The PSA procedure allows practitioners to better understand the most causes prone to initiate nuclear accidents and to identify the most critical elements of the systems. However, despite the remarkable reliability of the PSA methodology, lessons learnt from the Fukushima Daiichi nuclear disaster point out the necessity of upgrading the current methodological framework related to areas such as cascading and/or conjunct events characterization, structural and equipment responses and uncertainties treatment. New developments in those areas would even enable the extension of their use in accident management.
The NARSIS project aimed at proposing progress in Probabilistic Safety Assessment (PSA) Fundamentals for NPP Safety exposed to multiple external natural hazards events, relying on a multidisciplinary approach and a threefold methodology:
1. Theoretical improvements in natural hazards assessment and their impacts, including the evaluation of the uncertainties and the reduction of subjectivity in expert judgments;
2. Verification of the findings in the frame of the safety assessment through adequate model reduction strategies for less time-demanding simulations and finally,
3. Application of the outcomes at the demonstration level by providing supporting decision tools for severe accident management.
Five key objectives were to be addressed:
1) Improving the characterization of natural external hazards, focusing on concomitant events (either simultaneous-yet-independent or cascading).
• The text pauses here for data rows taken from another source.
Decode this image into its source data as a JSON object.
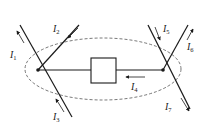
{
  "diagram": {
    "type": "circuit-node-current-diagram",
    "colors": {
      "line": "#1a1a1a",
      "dashed": "#555555",
      "background": "#ffffff"
    },
    "labels": {
      "I1": {
        "main": "I",
        "sub": "1"
      },
      "I2": {
        "main": "I",
        "sub": "2"
      },
      "I3": {
        "main": "I",
        "sub": "3"
      },
      "I4": {
        "main": "I",
        "sub": "4"
      },
      "I5": {
        "main": "I",
        "sub": "5"
      },
      "I6": {
        "main": "I",
        "sub": "6"
      },
      "I7": {
        "main": "I",
        "sub": "7"
      }
    },
    "nodes": [
      "left-node",
      "right-node"
    ],
    "elements": [
      "box-element"
    ],
    "closed_surface": "dashed-ellipse"
  }
}
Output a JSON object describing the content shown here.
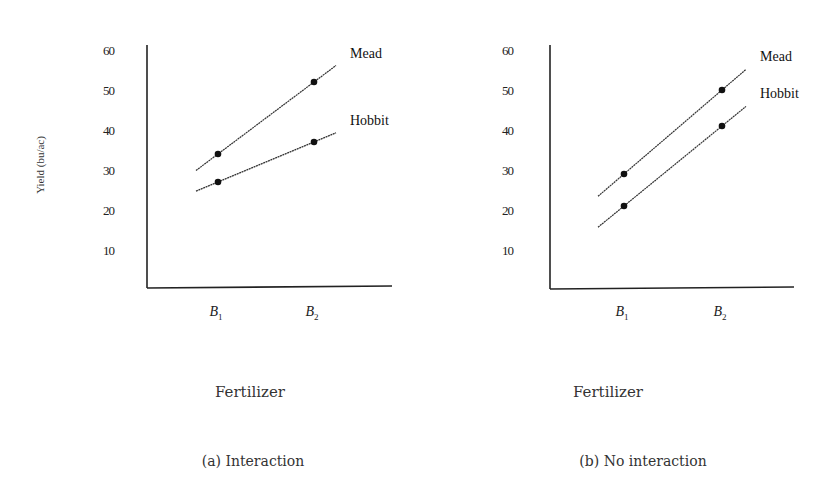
{
  "chart_data": [
    {
      "type": "line",
      "title": "",
      "caption": "(a) Interaction",
      "xlabel": "Fertilizer",
      "ylabel": "Yield (bu/ac)",
      "categories": [
        "B1",
        "B2"
      ],
      "category_labels": [
        {
          "main": "B",
          "sub": "1"
        },
        {
          "main": "B",
          "sub": "2"
        }
      ],
      "yticks": [
        10,
        20,
        30,
        40,
        50,
        60
      ],
      "ylim": [
        0,
        60
      ],
      "grid": false,
      "legend": "inline labels at line ends",
      "series": [
        {
          "name": "Mead",
          "values": [
            34,
            52
          ]
        },
        {
          "name": "Hobbit",
          "values": [
            27,
            37
          ]
        }
      ]
    },
    {
      "type": "line",
      "title": "",
      "caption": "(b) No interaction",
      "xlabel": "Fertilizer",
      "ylabel": "",
      "categories": [
        "B1",
        "B2"
      ],
      "category_labels": [
        {
          "main": "B",
          "sub": "1"
        },
        {
          "main": "B",
          "sub": "2"
        }
      ],
      "yticks": [
        10,
        20,
        30,
        40,
        50,
        60
      ],
      "ylim": [
        0,
        60
      ],
      "grid": false,
      "legend": "inline labels at line ends",
      "series": [
        {
          "name": "Mead",
          "values": [
            29,
            50
          ]
        },
        {
          "name": "Hobbit",
          "values": [
            21,
            41
          ]
        }
      ]
    }
  ],
  "style": {
    "line_color": "#333333",
    "axis_color": "#222222",
    "marker_color": "#111111"
  }
}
2) Improving the physical and functional vulnerability assessment of main critical SSCs of a NPP subjected to complex agressions, by introducing some vector-based fragility curves/surfaces, correlation effects and consequent damage scenarios.
3) Implementing an integrated multi-risk and safety assessment framework (e.g. using Bayesian Networks, BNs), for consequences assessment (large early release frequencies, core damage, ...) including sensitivity analyses.
4) Improving the evaluation and treatment of uncertainties, including uncertainties related to the integration of the expert judgment in the PSA.
5) Verifying and testing the proposed methodologies on simplified (generic) as well as on real NPPs representative of the European generation II & III fleet. Comparison of different safety assessment strategies (e.g. fully deterministic or probabilistic, and mixed deterministic-probabilistic).